Why Everyone in Therapy Seems to Be Talking About DBT
If you’ve spent any time researching therapy options in Tampa, or read anything about mental health in the last decade, you’ve probably seen the letters DBT everywhere.
Your therapist mentioned it. The Reddit thread you fell down at midnight mentioned it. Your friend who started therapy last year won’t stop talking about it.
So what actually is it? And more importantly, is it something that would help you?
Let’s cut through the acronym soup and actually explain this.
What DBT Actually Is
DBT stands for Dialectical Behavior Therapy. It was developed in the late 1980s by Dr. Marsha Linehan at the University of Washington, originally for people with Borderline Personality Disorder who were experiencing chronic suicidal ideation.
The core idea, the “dialectical” part, is holding two things as true at the same time: you are doing the best you can, and you need to do better. Both are true. Both are okay. That tension between acceptance and change is baked into everything DBT does.
In practice, DBT teaches four skill sets: mindfulness (being present without judgment), distress tolerance (surviving a crisis without making it worse), emotion regulation (understanding and managing intense feelings), and interpersonal effectiveness (navigating relationships without destroying them in the process).
Linehan’s original research found DBT dramatically reduced self-harm, hospitalizations, and treatment dropout compared to other approaches (Linehan et al., 1991). Since then, it’s been adapted and studied for a wide range of conditions.
What DBT Is Not
DBT is not just “learning to calm down.” It’s not a quick fix, and it’s not something you read about in a book and then master over a weekend.
It’s also not the only effective therapy in the world. The internet has a way of making DBT sound like the universal answer to every mental health problem. It’s not. It’s an evidence-based approach that works exceptionally well for specific presentations.
It’s also worth knowing: “DBT-informed” and “full DBT” are different things. Full DBT typically involves individual therapy, skills training group, phone coaching, and a therapist consultation team. Many therapists incorporate DBT skills into individual therapy without delivering the full model. Both can be helpful, but they’re not the same thing.
Who DBT Actually Helps
DBT has the strongest evidence base for Borderline Personality Disorder. That’s where it was developed and where the research is most robust. But it’s also been shown to be effective for:
Chronic suicidal ideation and self-harm. Eating disorders. Substance use disorders. Post-traumatic stress disorder (PTSD). Depression that hasn’t responded to other treatments. Emotion dysregulation that shows up across a wide range of diagnoses.
What these have in common: they all involve intense, difficult-to-regulate emotions that drive people toward behaviors they don’t want to be doing. DBT targets exactly that.
If you feel your emotions very intensely, if you find yourself doing things in the heat of emotion that you later regret, if your relationships tend toward chaos even when you don’t want them to, DBT’s skill set was designed with you in mind.
Who DBT Might Not Be the Best Fit For
DBT is structured, skills-focused, and requires active practice outside of sessions. It’s not primarily a space to process childhood experiences or explore the meaning of your life narrative. It’s practical, concrete, and homework-heavy.
If you’re dealing primarily with something like grief, a major life transition, relationship issues that don’t involve emotional dysregulation, or anxiety that’s relatively mild and situational, there are other approaches that might be a better fit. Cognitive Behavioral Therapy (CBT), EMDR for trauma, or a more exploratory psychodynamic approach might serve you better.
A good therapist will help you figure out which is which.
Finding DBT in Tampa and Brandon
Full DBT programs are offered through some larger mental health centers in the Tampa Bay area. Individual therapists who are DBT-trained are more widely available, and for many people, individual DBT-informed therapy is exactly the right level of care.
When looking for a DBT therapist in Tampa or Brandon, ask specifically: “Are you DBT trained? Do you incorporate DBT skills into individual sessions? Have you worked with people dealing with [your specific issue]?”
At Green Mountain Counseling in Brandon, we incorporate evidence-based approaches including DBT-informed skills into our work with clients dealing with emotional dysregulation, trauma, and personality disorders. We’re happy to talk through whether that approach makes sense for you before your first appointment.
Because DBT can be genuinely life-changing for the right person. And the only way to find out if you’re that person is to actually talk to someone.
References
Linehan, M. M., Armstrong, H. E., Suarez, A., Allmon, D., & Heard, H. L. (1991). Cognitive-behavioral treatment of chronically parasuicidal borderline patients. Archives of General Psychiatry, 48(12), 1060–1064.
Lynch, T. R., Trost, W. T., Salsman, N., & Linehan, M. M. (2007). Dialectical behavior therapy for borderline personality disorder. Annual Review of Clinical Psychology, 3, 181–205.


» **What you need to do**
Take from the material every line containing the string "will" and copy it.
• • • •
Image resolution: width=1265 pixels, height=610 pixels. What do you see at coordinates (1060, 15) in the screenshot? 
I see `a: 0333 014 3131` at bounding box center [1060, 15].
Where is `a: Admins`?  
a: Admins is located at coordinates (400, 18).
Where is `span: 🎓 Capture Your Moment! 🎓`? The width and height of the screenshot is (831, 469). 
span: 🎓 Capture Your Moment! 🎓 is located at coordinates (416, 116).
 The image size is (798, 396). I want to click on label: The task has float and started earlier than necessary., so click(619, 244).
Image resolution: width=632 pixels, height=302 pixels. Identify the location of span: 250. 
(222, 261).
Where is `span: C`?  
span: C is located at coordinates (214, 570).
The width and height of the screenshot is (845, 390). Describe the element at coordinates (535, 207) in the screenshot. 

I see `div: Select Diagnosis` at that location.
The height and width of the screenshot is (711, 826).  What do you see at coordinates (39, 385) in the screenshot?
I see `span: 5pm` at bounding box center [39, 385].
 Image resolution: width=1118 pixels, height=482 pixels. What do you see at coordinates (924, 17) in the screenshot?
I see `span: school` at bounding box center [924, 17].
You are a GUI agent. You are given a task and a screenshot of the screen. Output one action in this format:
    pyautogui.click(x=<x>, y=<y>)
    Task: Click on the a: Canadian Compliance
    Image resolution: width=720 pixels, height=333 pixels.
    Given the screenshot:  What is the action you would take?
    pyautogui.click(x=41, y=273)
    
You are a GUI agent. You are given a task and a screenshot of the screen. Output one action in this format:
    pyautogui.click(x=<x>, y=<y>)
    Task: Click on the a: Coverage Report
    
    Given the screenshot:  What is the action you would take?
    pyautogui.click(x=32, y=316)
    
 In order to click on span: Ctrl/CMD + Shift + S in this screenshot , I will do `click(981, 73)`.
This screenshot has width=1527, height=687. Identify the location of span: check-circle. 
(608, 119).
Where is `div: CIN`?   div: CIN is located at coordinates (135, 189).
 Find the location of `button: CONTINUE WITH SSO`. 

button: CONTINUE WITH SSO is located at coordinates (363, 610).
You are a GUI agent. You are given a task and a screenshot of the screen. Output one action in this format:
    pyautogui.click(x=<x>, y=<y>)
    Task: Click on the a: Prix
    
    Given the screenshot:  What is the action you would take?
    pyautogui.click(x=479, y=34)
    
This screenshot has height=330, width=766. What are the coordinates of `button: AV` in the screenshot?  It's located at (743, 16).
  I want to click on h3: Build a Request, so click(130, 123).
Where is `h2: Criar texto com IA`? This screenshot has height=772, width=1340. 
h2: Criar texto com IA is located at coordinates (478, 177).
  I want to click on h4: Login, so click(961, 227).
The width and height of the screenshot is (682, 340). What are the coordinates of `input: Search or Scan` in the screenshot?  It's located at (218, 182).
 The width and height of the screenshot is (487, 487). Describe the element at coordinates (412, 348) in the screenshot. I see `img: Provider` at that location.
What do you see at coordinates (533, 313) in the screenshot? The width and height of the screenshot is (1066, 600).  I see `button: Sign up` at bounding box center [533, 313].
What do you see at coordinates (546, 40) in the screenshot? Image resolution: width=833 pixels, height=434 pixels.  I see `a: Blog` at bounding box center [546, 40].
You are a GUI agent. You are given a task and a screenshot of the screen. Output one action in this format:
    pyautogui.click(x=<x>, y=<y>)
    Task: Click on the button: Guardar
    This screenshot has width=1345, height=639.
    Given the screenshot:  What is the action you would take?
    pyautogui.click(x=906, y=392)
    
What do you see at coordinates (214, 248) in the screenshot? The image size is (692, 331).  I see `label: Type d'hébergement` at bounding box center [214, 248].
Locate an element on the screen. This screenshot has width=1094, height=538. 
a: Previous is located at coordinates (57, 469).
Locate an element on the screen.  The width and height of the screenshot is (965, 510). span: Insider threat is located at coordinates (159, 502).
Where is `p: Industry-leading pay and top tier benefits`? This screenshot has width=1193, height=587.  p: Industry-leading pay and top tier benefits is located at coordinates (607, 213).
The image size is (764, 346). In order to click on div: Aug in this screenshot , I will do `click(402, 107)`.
• • • •
» **The answer**
 In order to click on span: Ctrl/CMD + Shift + S in this screenshot , I will do `click(981, 73)`.
The image size is (764, 346). In order to click on div: Aug in this screenshot , I will do `click(402, 107)`.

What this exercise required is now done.